I didn't care much for the cast (regardless of their ethnicity), and projecting contemporary sensibilities onto period dramas always rubs me the wrong way. However the main turn off was the film's very narrow tonal range. There are a few individual scenes here and there that work for their ability to evoke an otherworldly atmosphere. But its slow-paced, po-faced solemnity throughout, devoid of any counterpoint, makes The Green Knight a very stodgy film that fails to engage. It takes itself far too seriously.
My Psychedelic Love Story (2020)
Uncharacteristically shallow puff-piece by Morris
Timothy Leary was always considered a controversial figure, even by many within the 1960s/'70s counterculture. The "Jet-Set Rebel Turned FBI Informant" role that Leary and Joanna Harcourt-Smith acted out arouses all kinds of suspicions, not least among Harcourt-Smith herself.
Coming after, and as a direct result of, the director's excellent mini-series Wormwood, I was expecting Errol Morris to dig deep and come up with some juicy revelations. Something that would place Leary's hi-jinks and subsequent betrayal in a whole new light, in the same way that Wormwood did in its exposé of the CIA's role in the death of Frank Olson. Harcourt-Smith even explicitly asks for Morris to do so in the film.
But no, we get little more than a narcissistic socialite's quasi-naive retelling of her infatuation with her acid guru. If you need yet another reason to dislike Baby Boomers, then this is the documentary for you. Any allegations concerning Leary and various members of his entourage get a brief mention at best, without being held up to investigative scrutiny. Morris seems more interested in Leary's yellow Porsche.
Morris should have got some other talking heads to counterbalance Harcourt-Smith's one-sided narrative, which at times is rather dubious to say the least. The only addition we get is some archive footage and cliché psychedelic graphics. This is Morris at his laziest.
There is still a definitive warts-'n'-all story to be told about Leary, because this ain't it.
Aparelho Voador a Baixa Altitude (2002)
Ignore the low score, this is solid art-house sci-fi.
If you like art-house sci-fi films, then this J.G. Ballard adaptation is definitely worth checking out. As a Ballard fan I started watching this with low expectations but found myself pleasantly surprised.

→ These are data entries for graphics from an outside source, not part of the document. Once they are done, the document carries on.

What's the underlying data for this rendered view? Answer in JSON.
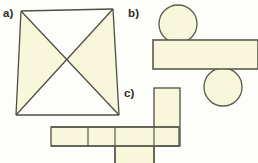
{
  "figure": {
    "background_color": "#fdfdfa",
    "fill_color": "#f8f7dc",
    "stroke_color": "#5a5a4e",
    "label_color": "#2b2b26",
    "width": 258,
    "height": 163
  },
  "parts": {
    "a": {
      "label": "a)",
      "shape_name": "four-pointed-star",
      "description": "Four-pointed star formed by two overlapping bowtie quadrilaterals",
      "star_points": "21,11 113,9 119,115 16,115",
      "bowtie_1": "21,11 119,115 113,9 16,115",
      "bowtie_2": "113,9 16,115 21,11 119,115",
      "outline": "21,11 67,57 113,9 78,56 119,115 67,66 16,115 55,57"
    },
    "b": {
      "label": "b)",
      "shape_name": "circles-and-bar",
      "description": "Two circles resting above and below a horizontal rectangle",
      "circle_top": {
        "cx": 178,
        "cy": 24,
        "r": 19
      },
      "circle_bottom": {
        "cx": 223,
        "cy": 87,
        "r": 19
      },
      "rectangle": {
        "x": 153,
        "y": 40,
        "width": 105,
        "height": 29
      }
    },
    "c": {
      "label": "c)",
      "shape_name": "cross-net",
      "description": "Net of rectangles: a horizontal strip of cells crossed by a vertical strip",
      "horizontal_strip": {
        "x": 51,
        "y": 127,
        "width": 128,
        "height": 19
      },
      "horizontal_dividers": [
        88,
        115,
        154
      ],
      "vertical_strip": {
        "x": 154,
        "y": 88,
        "width": 26,
        "height": 58
      },
      "vertical_tail": {
        "x": 115,
        "y": 127,
        "width": 39,
        "height": 36
      }
    }
  }
}
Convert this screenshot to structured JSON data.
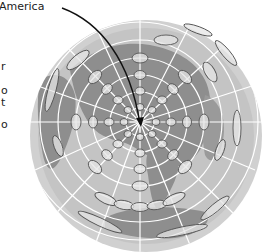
{
  "figure": {
    "label": "America",
    "left_text_fragments": [
      "r",
      "o",
      "t",
      "o"
    ],
    "colors": {
      "ocean": "#c6c6c6",
      "ocean_rim": "#d2d2d2",
      "land": "#8e8e8e",
      "graticule": "#ffffff",
      "ellipse_stroke": "#5a5a5a",
      "ellipse_fill": "#e8e8e8",
      "arrow": "#111111"
    }
  }
}
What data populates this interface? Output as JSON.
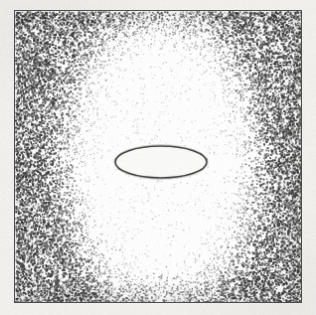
{
  "figure": {
    "title": "Stippled field with central highlighted oval and outlined inner ellipse",
    "caption": "",
    "medium": "scanned halftone / stipple print",
    "canvas": {
      "width": 316,
      "height": 315
    },
    "background_color": "#f2f1ee",
    "paper_color": "#ffffff"
  },
  "frame": {
    "name": "plate-border",
    "x": 14,
    "y": 10,
    "width": 288,
    "height": 293,
    "border_color": "#4a4a48",
    "border_width": 1.5,
    "fill_color": "#ffffff"
  },
  "stipple_field": {
    "name": "stipple-noise-field",
    "outer_dot_color": "#3a3a3a",
    "outer_mean_gray": "#9a9a98",
    "inner_mean_gray": "#fbfbfa",
    "outer_density": 0.52,
    "inner_density": 0.055,
    "dot_size_px": 1.35,
    "description": "Dense random stipple at the plate edges fading smoothly to sparse dots inside a large vertical oval."
  },
  "light_oval": {
    "name": "inner-light-oval",
    "center_x": 160,
    "center_y": 160,
    "radius_x": 72,
    "radius_y": 112,
    "falloff_px": 42,
    "fill_color": "#fcfcfb",
    "description": "Tall light oval region of reduced stipple density centered in the plate."
  },
  "center_ellipse": {
    "name": "center-outlined-ellipse",
    "center_x": 161,
    "center_y": 162,
    "radius_x": 46,
    "radius_y": 16,
    "fill_color": "#fbfbfa",
    "stroke_color": "#3c3c3a",
    "stroke_width": 1.6,
    "description": "Small horizontal ellipse with a dark outline and clean white interior at the figure center."
  },
  "colors": {
    "ink": "#3a3a3a",
    "border": "#4a4a48",
    "paper": "#ffffff",
    "mount": "#f2f1ee",
    "mid_gray": "#9a9a98"
  },
  "labels": {
    "none": ""
  }
}
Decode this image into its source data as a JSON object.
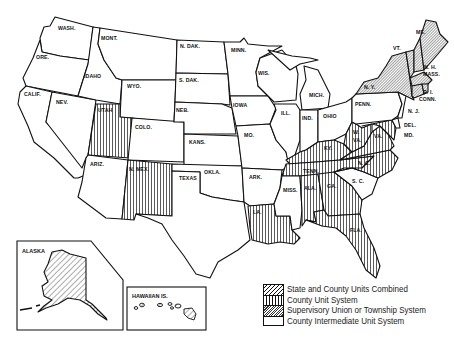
{
  "map": {
    "title": "",
    "legend": [
      {
        "pattern": "diagonal-hatch",
        "label": "State and County Units Combined"
      },
      {
        "pattern": "vertical-lines",
        "label": "County Unit System"
      },
      {
        "pattern": "dense-hatch",
        "label": "Supervisory Union or Township System"
      },
      {
        "pattern": "plain",
        "label": "County Intermediate Unit System"
      }
    ],
    "states": {
      "wash": "WASH.",
      "ore": "ORE.",
      "calif": "CALIF.",
      "idaho": "IDAHO",
      "nev": "NEV.",
      "mont": "MONT.",
      "wyo": "WYO.",
      "utah": "UTAH",
      "ariz": "ARIZ.",
      "colo": "COLO.",
      "nmex": "N. MEX.",
      "ndak": "N. DAK.",
      "sdak": "S. DAK.",
      "neb": "NEB.",
      "kans": "KANS.",
      "okla": "OKLA.",
      "texas": "TEXAS",
      "minn": "MINN.",
      "iowa": "IOWA",
      "mo": "MO.",
      "ark": "ARK.",
      "la": "LA.",
      "wis": "WIS.",
      "ill": "ILL.",
      "mich": "MICH.",
      "ind": "IND.",
      "ohio": "OHIO",
      "ky": "KY.",
      "tenn": "TENN.",
      "miss": "MISS.",
      "ala": "ALA.",
      "ga": "GA.",
      "fla": "FLA.",
      "sc": "S. C.",
      "nc": "N. C.",
      "va": "VA.",
      "wva_w": "W.",
      "wva_va": "VA.",
      "penn": "PENN.",
      "ny": "N. Y.",
      "vt": "VT.",
      "nh": "N. H.",
      "me": "ME.",
      "mass": "MASS.",
      "ri": "R. I.",
      "conn": "CONN.",
      "nj": "N. J.",
      "del": "DEL.",
      "md": "MD."
    },
    "insets": {
      "alaska": "ALASKA",
      "hawaii": "HAWAIIAN IS."
    },
    "classification": {
      "state_and_county_combined": [
        "Alaska",
        "Hawaii"
      ],
      "county_unit": [
        "Utah",
        "New Mexico",
        "Louisiana",
        "Kentucky",
        "Tennessee",
        "Alabama",
        "Georgia",
        "Florida",
        "West Virginia",
        "Virginia",
        "North Carolina",
        "Maryland"
      ],
      "supervisory_union_or_township": [
        "New York",
        "Vermont",
        "New Hampshire",
        "Maine",
        "Massachusetts",
        "Rhode Island",
        "Connecticut"
      ],
      "county_intermediate": [
        "Washington",
        "Oregon",
        "California",
        "Idaho",
        "Nevada",
        "Montana",
        "Wyoming",
        "Arizona",
        "Colorado",
        "North Dakota",
        "South Dakota",
        "Nebraska",
        "Kansas",
        "Oklahoma",
        "Texas",
        "Minnesota",
        "Iowa",
        "Missouri",
        "Arkansas",
        "Wisconsin",
        "Illinois",
        "Michigan",
        "Indiana",
        "Ohio",
        "Mississippi",
        "South Carolina",
        "Pennsylvania",
        "New Jersey",
        "Delaware"
      ]
    },
    "colors": {
      "ink": "#111111",
      "paper": "#ffffff"
    }
  }
}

The story is set in a dystopian future, in which human populations are dwindling fast because almost all babies become mutants and are thus either aborted or post-natally disposed of. It's Sci-Fi, but refreshingly devoid of techno-gadgetry. The plot's theme has a hint of Eraserhead (Ballard's story was published a year before David Lynch's film was released), whereas stylistically it resembles Jean-Luc Godard's Alphaville and Weekend, or perhaps Fassbinder's World on a Wire. I wouldn't recommend this film to the average fan of space opera.
The film was made on a low budget and the plot and style were kept simple. But in my opinion this only works to the film's advantage. Ballard's work deals a lot with the impact of visual culture, for fetishistic and ritualistic purposes rather than any commercial motive. Personally I associate this aspect with the raw look of a low-tech production, rather than with glamorous, Hollywood-style cinematography. That's why I find "Aparelho Voador a Baixa Altitude" truer to the Ballardian world than David Cronenberg's Crash.
The film makes good use of the strong source material. The director is very familiar with Ballard's work (she interviewed the writer 16 years prior to making this film) and she intuitively knows how to visualize his world. There's plenty of beautiful Ballardian architecture for instance.
It's a little strange at first to watch a Ballard adaptation in Portuguese, but this does not detract from the film. There are even one or two comedic moments. The acting is overall quite decent, if I'm not mistaken the main actress won a Portuguese Golden Globe.